There are many warm scenes between Peter and Gwen, along with Peter interacting with his Aunt May (Sally Field) and Uncle Ben (Martin Sheen) not to forget a young Peter (Max Charles) losing his parents (Campbell Scott and Embeth Davidtz) without knowing why. There is a family dinner scene where Peter meets Gwen’s father Captain Stacy (Denis Leary) who is the police chief, her mother and her siblings, that goes from a Norman Rockwell scene to a misunderstanding between the father and Peter. There is also teenage bullying by Flash (Chris Zylka) with Peter getting his revenge when he becomes Spider-Man.
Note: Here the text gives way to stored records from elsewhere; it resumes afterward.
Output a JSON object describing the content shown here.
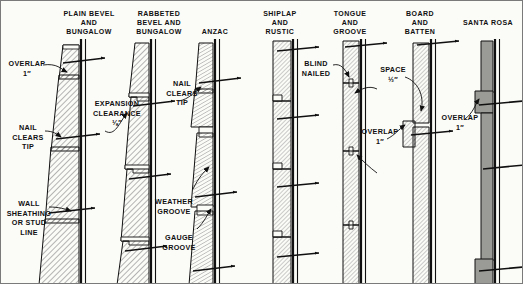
{
  "figure": {
    "kind": "wood-siding-application-details",
    "background_color": "#fbfbf8",
    "ink_color": "#101010",
    "hatch_color": "#6a6a6a",
    "santa_rosa_fill": "#9a9a96"
  },
  "panels": [
    {
      "id": "plain-bevel-and-bungalow",
      "title": "PLAIN BEVEL\nAND\nBUNGALOW",
      "title_x": 52,
      "title_y": 8,
      "title_w": 72
    },
    {
      "id": "rabbeted-bevel-and-bungalow",
      "title": "RABBETED\nBEVEL AND\nBUNGALOW",
      "title_x": 122,
      "title_y": 8,
      "title_w": 72
    },
    {
      "id": "anzac",
      "title": "ANZAC",
      "title_x": 186,
      "title_y": 26,
      "title_w": 56
    },
    {
      "id": "shiplap-and-rustic",
      "title": "SHIPLAP\nAND\nRUSTIC",
      "title_x": 248,
      "title_y": 8,
      "title_w": 62
    },
    {
      "id": "tongue-and-groove",
      "title": "TONGUE\nAND\nGROOVE",
      "title_x": 318,
      "title_y": 8,
      "title_w": 62
    },
    {
      "id": "board-and-batten",
      "title": "BOARD\nAND\nBATTEN",
      "title_x": 388,
      "title_y": 8,
      "title_w": 62
    },
    {
      "id": "santa-rosa",
      "title": "SANTA ROSA",
      "title_x": 455,
      "title_y": 17,
      "title_w": 64
    }
  ],
  "callouts": [
    {
      "id": "overlap-1in-left",
      "text": "OVERLAP\n1″",
      "x": 4,
      "y": 58,
      "w": 44,
      "align": "ctr"
    },
    {
      "id": "nail-clears-tip-left",
      "text": "NAIL\nCLEARS\nTIP",
      "x": 6,
      "y": 122,
      "w": 42,
      "align": "ctr"
    },
    {
      "id": "wall-sheathing-or-stud-line",
      "text": "WALL\nSHEATHING\nOR STUD\nLINE",
      "x": 2,
      "y": 198,
      "w": 52,
      "align": "ctr"
    },
    {
      "id": "expansion-clearance",
      "text": "EXPANSION\nCLEARANCE\n⅛″",
      "x": 88,
      "y": 98,
      "w": 56,
      "align": "ctr"
    },
    {
      "id": "nail-clears-tip-anzac",
      "text": "NAIL\nCLEARS\nTIP",
      "x": 160,
      "y": 78,
      "w": 42,
      "align": "ctr"
    },
    {
      "id": "weather-groove",
      "text": "WEATHER\nGROOVE",
      "x": 148,
      "y": 196,
      "w": 50,
      "align": "ctr"
    },
    {
      "id": "gauge-groove",
      "text": "GAUGE\nGROOVE",
      "x": 154,
      "y": 232,
      "w": 48,
      "align": "ctr"
    },
    {
      "id": "blind-nailed",
      "text": "BLIND\nNAILED",
      "x": 294,
      "y": 58,
      "w": 42,
      "align": "ctr"
    },
    {
      "id": "space-half-in",
      "text": "SPACE\n½″",
      "x": 372,
      "y": 64,
      "w": 40,
      "align": "ctr"
    },
    {
      "id": "overlap-1in-board-batten",
      "text": "OVERLAP\n1″",
      "x": 356,
      "y": 126,
      "w": 46,
      "align": "ctr"
    },
    {
      "id": "overlap-1in-santa-rosa",
      "text": "OVERLAP\n1″",
      "x": 436,
      "y": 112,
      "w": 46,
      "align": "ctr"
    }
  ]
}
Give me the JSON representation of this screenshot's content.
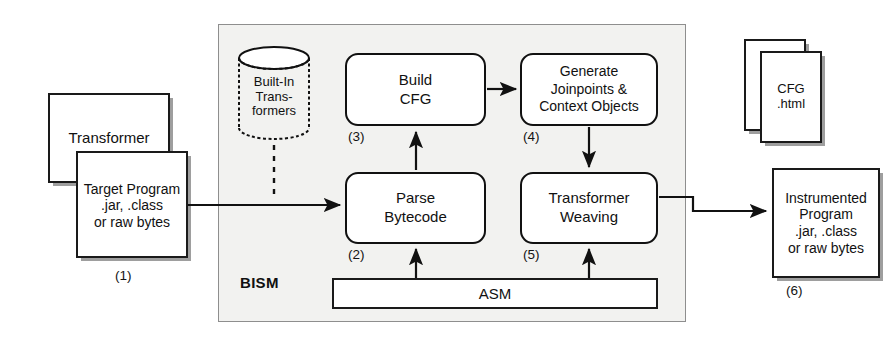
{
  "figure": {
    "container_label": "BISM"
  },
  "nodes": {
    "transformer": {
      "label": "Transformer"
    },
    "target_program": {
      "line1": "Target Program",
      "line2": ".jar, .class",
      "line3": "or raw bytes",
      "step": "(1)"
    },
    "builtin_transformers": {
      "line1": "Built-In",
      "line2": "Trans-",
      "line3": "formers"
    },
    "build_cfg": {
      "line1": "Build",
      "line2": "CFG",
      "step": "(3)"
    },
    "generate_joinpoints": {
      "line1": "Generate",
      "line2": "Joinpoints &",
      "line3": "Context Objects",
      "step": "(4)"
    },
    "parse_bytecode": {
      "line1": "Parse",
      "line2": "Bytecode",
      "step": "(2)"
    },
    "transformer_weaving": {
      "line1": "Transformer",
      "line2": "Weaving",
      "step": "(5)"
    },
    "asm": {
      "label": "ASM"
    },
    "cfg_doc_back": {
      "line1": "CFG",
      "line2": ".html"
    },
    "cfg_doc_front": {
      "line1": "CFG",
      "line2": ".html"
    },
    "instrumented_program": {
      "line1": "Instrumented",
      "line2": "Program",
      "line3": ".jar, .class",
      "line4": "or raw bytes",
      "step": "(6)"
    }
  },
  "colors": {
    "stroke": "#111111",
    "panel_fill": "#f2f2f0",
    "panel_stroke": "#8e8e8e",
    "background": "#ffffff"
  }
}
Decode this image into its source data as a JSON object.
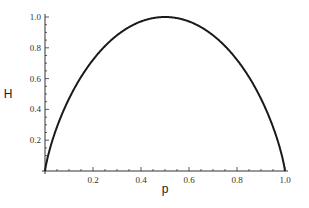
{
  "chart_data": {
    "type": "line",
    "title": "",
    "xlabel": "p",
    "ylabel": "H",
    "xlim": [
      0,
      1
    ],
    "ylim": [
      0,
      1
    ],
    "grid": false,
    "legend": null,
    "x_ticks": [
      "0.2",
      "0.4",
      "0.6",
      "0.8",
      "1.0"
    ],
    "y_ticks": [
      "0.2",
      "0.4",
      "0.6",
      "0.8",
      "1.0"
    ],
    "series": [
      {
        "name": "Binary entropy H(p)",
        "x": [
          0,
          0.05,
          0.1,
          0.15,
          0.2,
          0.25,
          0.3,
          0.35,
          0.4,
          0.45,
          0.5,
          0.55,
          0.6,
          0.65,
          0.7,
          0.75,
          0.8,
          0.85,
          0.9,
          0.95,
          1.0
        ],
        "values": [
          0,
          0.286,
          0.469,
          0.61,
          0.722,
          0.811,
          0.881,
          0.934,
          0.971,
          0.993,
          1.0,
          0.993,
          0.971,
          0.934,
          0.881,
          0.811,
          0.722,
          0.61,
          0.469,
          0.286,
          0
        ],
        "color": "#1a1a1a"
      }
    ]
  },
  "colors": {
    "line": "#1a1a1a",
    "axis": "#333333"
  }
}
 It is when he gets bitten by a spider and becomes Spider-Man that you not only clap but remember that you have seen this before and you wait for the special effects to kick in and they do just as you know the villain will and he does. No longer do we have Peter gliding all over in his skateboard and off we go as Spider-Man has a great scene with special effects, and good acting, from both actors in a rescue from a car over water.
Without comparing past actors in the various roles it is easy to say that Andrew Garfield has to be the skinniest Spider-Man ever and certainly not to be forgotten puppy eyes. Though Spiderman and Gwen don’t have that upside down kiss moment, which will always be remembered from the first movie, Garfield and Stone do share chemistry adding to their story.  All the actors, directed by Marc Webb, in a screenplay by James Vanderbilt, Alvin Sargent and Steve Kloves, bring something to the film but, unfortunately the villain, the Lizard Man, was a poor choice, not the actor but the role. At the end of the credits it looks like he might be back for the sequel but, hopefully, not.
“The Amazing Spider-Man” will hold your interest whether you go for the comic hero aspect, the special effects, the love story and/or the background story and if one of the elements doesn’t interest you they will very shortly get to one that does.